Wood — a longtime Tesla uber-bull and shareholder and believer in CEO Elon Musk — told CNBC, “This should have been Apple’s market. Apple should have bought Tesla, actually when they were given the opportunity. We’re happy they didn’t.”
Musk revealed, in a tweet in December 2020, that he reached out to Apple CEO Tim Cook “during the darkest days for the Model 3 program” about the possibility of selling Tesla “(for 1/10 of our current value).” Musk said Cook “refused to take the meeting.”
The first Model 3s, a less expensive EV sedan aimed at mass-market car buyers, were delivered in 2017, after increasing production to meet demand was problematic. In 2018, Musk tweeted that the car business was “hell” and that he was sleeping at the factory to try to solve the problems.

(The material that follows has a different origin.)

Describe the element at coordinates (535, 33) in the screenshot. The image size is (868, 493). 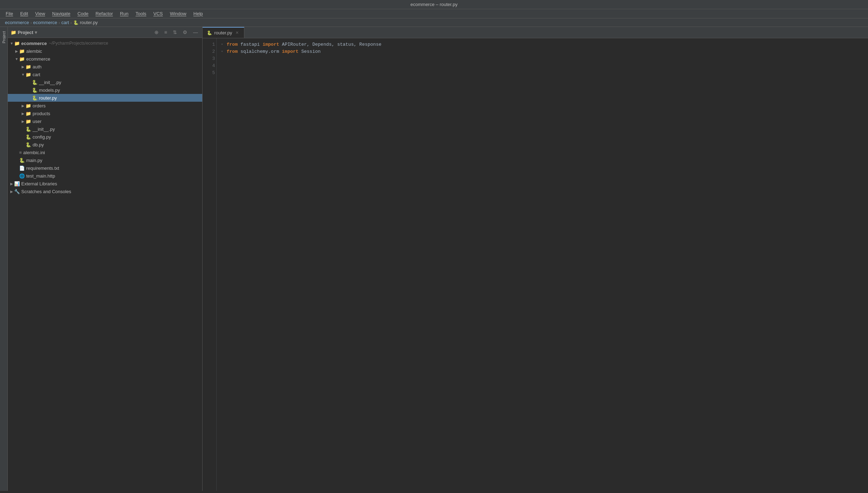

Fast-forward to today, Tesla has joined the $1 trillion market cap club, and Musk, the largest shareholder in the EV company, has been selling billions of dollars of his stock holdings.
Wood told CNBC she sees “nothing wrong” with Musk selling stock and taking profits and paying billions of dollars in tax bills related to stock option grants.
Regulatory filings late Tuesday showed that Musk exercised options to buy 2.15 million shares of Tesla and sold 934,091 shares worth just over $1 billion. Since his Twitter poll on Nov. 6, asking whether he should sell stock, Musk has unloaded 9.2 million shares worth $9.9 billion.
— Reuters contributed to this report.